Canada’s poor record on reconciliation has provoked criticisms of having an Indigenous representative of the Crown, citing its potential to be a tokenistic gesture unlikely to bring transformational change.

 

First Indigenous governor general

 

As someone who negotiated her community’s quasi entry into Canadian Confederation — and then quite literally sat around the table as the country’s modern constitution was written — Simon has a particular vision of Canada, her place in it and that of her people.

 

The emphasis placed on the significance of Simon’s appointment as the first Inuk governor general illustrates the glorious purpose with which she has been burdened.

 

Not because it will give the federal government cause to stop its legal actions against Indigenous youth or finally put an end to boil-water advisories or even abandon the principle of terra nullius — a prerequisite to reconciliation according to both the Royal Commission on Aboriginal Peoples and the Truth and Reconciliation Commission.

 

Her appointment reinforces the notion that the definition of who, and what, Canada is, is not yet settled.

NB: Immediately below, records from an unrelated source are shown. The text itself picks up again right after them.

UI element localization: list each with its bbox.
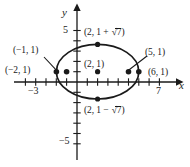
x-axis-label: x	[179, 80, 184, 91]
coordinate-plane-graphic	[0, 0, 190, 167]
label-center: (2, 1)	[84, 60, 104, 70]
x-tick-label-neg3: −3	[28, 86, 38, 96]
y-axis-label: y	[62, 7, 67, 18]
label-vertex-bottom: (2, 1 − √7)	[84, 106, 125, 116]
point-vertex-bottom	[95, 96, 100, 101]
point-vertex-right	[136, 69, 142, 75]
label-vertex-top-prefix: (2, 1 +	[84, 27, 111, 37]
label-vertex-right: (6, 1)	[148, 68, 168, 78]
label-focus-left: (−1, 1)	[13, 46, 38, 56]
y-tick-label-neg5: −5	[59, 136, 69, 146]
y-tick-label-5: 5	[63, 25, 68, 35]
x-tick-label-7: 7	[156, 86, 161, 96]
label-vertex-bottom-prefix: (2, 1 −	[84, 105, 111, 115]
point-vertex-top	[95, 42, 100, 47]
point-focus-right	[126, 69, 132, 75]
ellipse-figure: y x 5 −5 −3 7 (2, 1 + √7) (2, 1 − √7) (−…	[0, 0, 190, 167]
label-vertex-left: (−2, 1)	[5, 66, 30, 76]
leader-line-left-focus	[44, 57, 56, 70]
label-vertex-top: (2, 1 + √7)	[84, 28, 125, 38]
point-vertex-left	[54, 69, 60, 75]
label-vertex-top-radicand: 7	[117, 27, 122, 37]
sqrt-icon: √7	[111, 105, 122, 115]
label-vertex-bottom-radicand: 7	[117, 105, 122, 115]
sqrt-icon: √7	[111, 27, 122, 37]
point-focus-left	[64, 69, 70, 75]
point-center	[95, 69, 100, 74]
label-focus-right: (5, 1)	[145, 48, 165, 58]
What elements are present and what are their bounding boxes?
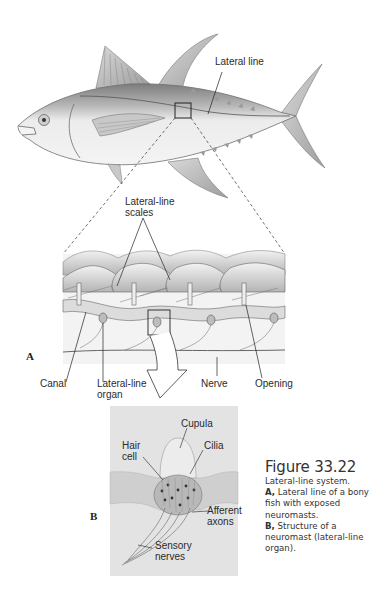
label-cupula: Cupula: [181, 418, 213, 429]
label-nerve: Nerve: [201, 378, 228, 389]
label-sensory-nerves: Sensory nerves: [155, 540, 192, 562]
caption-part-a-letter: A,: [265, 487, 275, 497]
label-hair-line1: Hair: [122, 440, 140, 451]
label-sensory-line2: nerves: [155, 551, 192, 562]
panel-b-letter: B: [90, 510, 97, 522]
caption-body: Lateral-line system. A, Lateral line of …: [265, 476, 370, 554]
caption-part-a-text: Lateral line of a bony fish with exposed…: [265, 487, 369, 519]
figure-number: Figure 33.22: [265, 458, 370, 476]
label-afferent-axons: Afferent axons: [207, 505, 242, 527]
label-hair-line2: cell: [122, 451, 140, 462]
figure-caption: Figure 33.22 Lateral-line system. A, Lat…: [265, 458, 370, 554]
label-cilia: Cilia: [204, 440, 223, 451]
label-organ-line2: organ: [97, 389, 146, 400]
caption-part-b-text: Structure of a neuromast (lateral-line o…: [265, 521, 363, 553]
label-lateral-line-organ: Lateral-line organ: [97, 378, 146, 400]
label-organ-line1: Lateral-line: [97, 378, 146, 389]
label-hair-cell: Hair cell: [122, 440, 140, 462]
label-scales-line1: Lateral-line: [125, 196, 174, 207]
label-sensory-line1: Sensory: [155, 540, 192, 551]
panel-a-letter: A: [26, 350, 34, 362]
label-scales-line2: scales: [125, 207, 174, 218]
caption-part-b-letter: B,: [265, 521, 275, 531]
label-opening: Opening: [255, 378, 293, 389]
caption-title: Lateral-line system.: [265, 476, 350, 486]
label-canal: Canal: [40, 378, 66, 389]
label-lateral-line: Lateral line: [215, 56, 264, 67]
label-afferent-line1: Afferent: [207, 505, 242, 516]
label-lateral-line-scales: Lateral-line scales: [125, 196, 174, 218]
label-afferent-line2: axons: [207, 516, 242, 527]
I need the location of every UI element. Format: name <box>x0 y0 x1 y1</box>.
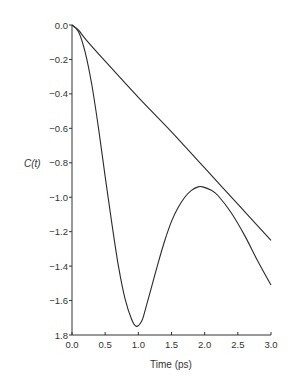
x-tick-label: 1.0 <box>132 339 145 350</box>
y-tick-label: −0.6 <box>49 123 68 134</box>
x-tick-label: 3.0 <box>264 339 277 350</box>
x-tick-label: 2.0 <box>198 339 211 350</box>
y-tick-label: −0.8 <box>49 157 68 168</box>
x-tick-label: 1.5 <box>165 339 178 350</box>
y-tick-label: −1.2 <box>49 226 68 237</box>
series-line-oscillating <box>72 25 271 326</box>
y-axis-label: C(t) <box>24 158 41 169</box>
series-line-linear <box>72 25 271 240</box>
y-tick-label: −1.0 <box>49 192 68 203</box>
y-ticks: 0.0−0.2−0.4−0.6−0.8−1.0−1.2−1.4−1.61.8 <box>49 20 72 341</box>
y-tick-label: −1.4 <box>49 261 68 272</box>
y-tick-label: −0.4 <box>49 88 68 99</box>
plot-lines <box>72 25 271 326</box>
x-tick-label: 2.5 <box>231 339 244 350</box>
line-chart: 0.0−0.2−0.4−0.6−0.8−1.0−1.2−1.4−1.61.8 0… <box>0 0 292 389</box>
x-tick-label: 0.0 <box>65 339 78 350</box>
y-tick-label: −1.6 <box>49 295 68 306</box>
y-tick-label: 0.0 <box>55 20 68 31</box>
x-tick-label: 0.5 <box>99 339 112 350</box>
y-tick-label: −0.2 <box>49 54 68 65</box>
x-axis-label: Time (ps) <box>150 359 192 370</box>
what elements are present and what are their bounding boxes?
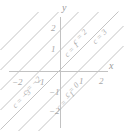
x-tick-label-pos1: 1 — [79, 77, 84, 86]
x-axis-label: x — [109, 61, 113, 71]
level-curve-cm3 — [1, 12, 39, 50]
y-tick-label-neg1: −1 — [49, 88, 60, 97]
x-tick-label-neg2: −2 — [12, 78, 23, 87]
y-tick-label-pos2: 2 — [51, 24, 56, 33]
y-axis-label: y — [62, 3, 66, 13]
y-tick-label-pos1: 1 — [51, 45, 56, 54]
plot-canvas — [0, 0, 124, 132]
coordinate-plane-figure: x y −2 −1 1 2 −2 −1 1 2 c = 3 c = 2 c = … — [0, 0, 124, 132]
x-tick-label-pos2: 2 — [99, 77, 104, 86]
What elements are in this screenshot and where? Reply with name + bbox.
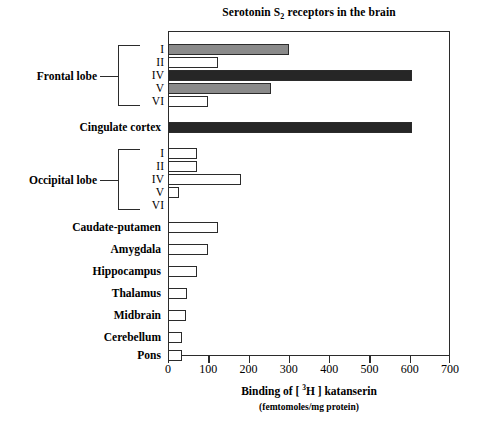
bar (168, 122, 412, 133)
bar (168, 96, 208, 107)
x-tick-label: 0 (165, 362, 171, 377)
y-axis-label: I (140, 148, 164, 159)
bracket-bottom-arm (118, 209, 140, 210)
x-axis-title-pre: Binding of [ (241, 385, 302, 397)
chart-container: Serotonin S2 receptors in the brain IIII… (0, 0, 491, 433)
bar (168, 57, 218, 68)
bar (168, 332, 182, 343)
chart-title-tail: receptors in the brain (284, 6, 395, 18)
x-tick-label: 700 (441, 362, 459, 377)
y-axis-label: IV (140, 174, 164, 185)
x-axis-units: (femtomoles/mg protein) (168, 402, 450, 412)
x-tick-label: 600 (401, 362, 419, 377)
bar (168, 44, 289, 55)
y-axis-label: I (140, 44, 164, 55)
y-axis-label: Thalamus (0, 288, 164, 299)
x-axis-title: Binding of [ 3H ] katanserin (168, 383, 450, 397)
x-tick-label: 100 (199, 362, 217, 377)
bar (168, 70, 412, 81)
y-axis-label: V (140, 83, 164, 94)
bar (168, 174, 241, 185)
x-tick-label: 500 (360, 362, 378, 377)
y-axis-label: Pons (0, 350, 164, 361)
y-axis-label: Caudate-putamen (0, 222, 164, 233)
bar (168, 244, 208, 255)
bars-layer (168, 31, 450, 356)
x-axis-title-post: H ] katanserin (306, 385, 377, 397)
bar (168, 187, 179, 198)
y-axis-label: Cingulate cortex (0, 122, 164, 133)
x-tick-label: 400 (320, 362, 338, 377)
x-tick-label: 300 (280, 362, 298, 377)
group-label: Frontal lobe (37, 70, 97, 82)
x-tick-label: 200 (240, 362, 258, 377)
group-bracket (118, 149, 140, 210)
group-label: Occipital lobe (29, 174, 97, 186)
bar (168, 288, 187, 299)
bracket-stem (100, 180, 118, 181)
bracket-spine (118, 45, 119, 106)
y-axis-label: Amygdala (0, 244, 164, 255)
bar (168, 266, 197, 277)
bracket-stem (100, 76, 118, 77)
bar (168, 83, 271, 94)
y-axis-label: V (140, 187, 164, 198)
bar (168, 310, 186, 321)
bar (168, 148, 197, 159)
x-axis-tick-labels: 0100200300400500600700 (0, 362, 491, 378)
bar (168, 222, 218, 233)
y-axis-label: VI (140, 96, 164, 107)
y-axis-label: II (140, 57, 164, 68)
bracket-top-arm (118, 45, 140, 46)
y-axis-label: VI (140, 200, 164, 211)
group-bracket (118, 45, 140, 106)
y-axis-label: IV (140, 70, 164, 81)
y-axis-label: Cerebellum (0, 332, 164, 343)
y-axis-label: II (140, 161, 164, 172)
bar (168, 161, 197, 172)
y-axis-label: Hippocampus (0, 266, 164, 277)
bracket-bottom-arm (118, 105, 140, 106)
bracket-spine (118, 149, 119, 210)
chart-title: Serotonin S2 receptors in the brain (168, 6, 450, 21)
chart-title-main: Serotonin S (222, 6, 280, 18)
bracket-top-arm (118, 149, 140, 150)
y-axis-label: Midbrain (0, 310, 164, 321)
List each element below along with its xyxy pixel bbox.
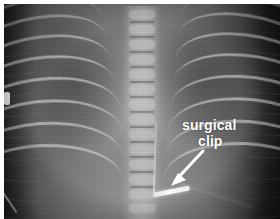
annotation-label-line2: clip: [198, 134, 223, 149]
annotation-label-line1: surgical: [182, 118, 237, 133]
image-vignette: [4, 4, 280, 219]
radiograph-image: [4, 4, 280, 219]
radiograph-figure: surgical clip: [0, 0, 280, 219]
annotation-arrow-icon: [154, 146, 214, 192]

While Canada may have found a new governor general, Simon may find herself in search of a Canada.

 

The office of the governor general is political

 

The mixed and, perhaps more tellingly, muted responses from Indigenous people are a good reminder to settlers of the multiculturalism of Indigenous Peoples in Canada and the diversity of the relationships among their nations and the Crown.

 

To some, Canada is the ideal of the space in which territories and sovereignties can be shared among Indigenous nations and the settler state — despite its heinous crimes against Indigenous Peoples.

 

For others, Canada is not a country to which they belong or want to belong; they are already members of sovereign nations in this territory. The governor general therefore represents a terrible treaty partner wrapped in a settler colonialist project that has continually sought to destroy their governance structures, legal systems, cultural practices, livelihoods and lives. No Indigenous governor general will change that.

 

Perhaps the greater significance of Simon’s appointment is the reminder that the office of governor general is political.

 

Its daily functions may be largely ceremonial, and it may not engage in partisan politics, but the office of governor general is by no means politically neutral. How can it be? The Crown is the source of power and legitimacy for all branches of state in Canada.

 

What Canada does Simon represent as GG?

 

Reconciliation asks us what we are prepared to give up, as a partner in this deep, broken relationship, to make it right.

 

Judging from the reactions to Simon’s linguistic capacities — she is bilingual but speaks Inuktitut, not French — it appears the Canadian definition of bilingualism won’t be conceded in the pursuit of reconciliation.

 

It’s not clear whether we’re prepared to entertain (except perhaps jokingly) extending the governor general’s discretionary powers to limit the executive or legislature’s ability to violate treaties.

 

Would we accept a governor general removing a prime minister for treaty violations the way we would expect them to remove a prime minister for refusing to hold elections? Why not?

 

It may be challenging for Canadians to wrap our heads around the concept of peoples living in this territory, with inherent rights (through their own treaties) to water and land that we do not possess, not wanting to be part of this country — and even seemingly undermining it by blocking major economic and industrial projects.

 

This may be a good opportunity to practise the listening, reflecting and learning that we all said we would do this past July 1.

 

I do not know how Simon will resolve these tensions, but we will soon have a governor general whose entire career has been in service of nation-building. The esteem that people engaged in reconciliation work hold for her gives me reason to be cautiously optimistic that she will be successful in her most challenging diplomatic mission yet.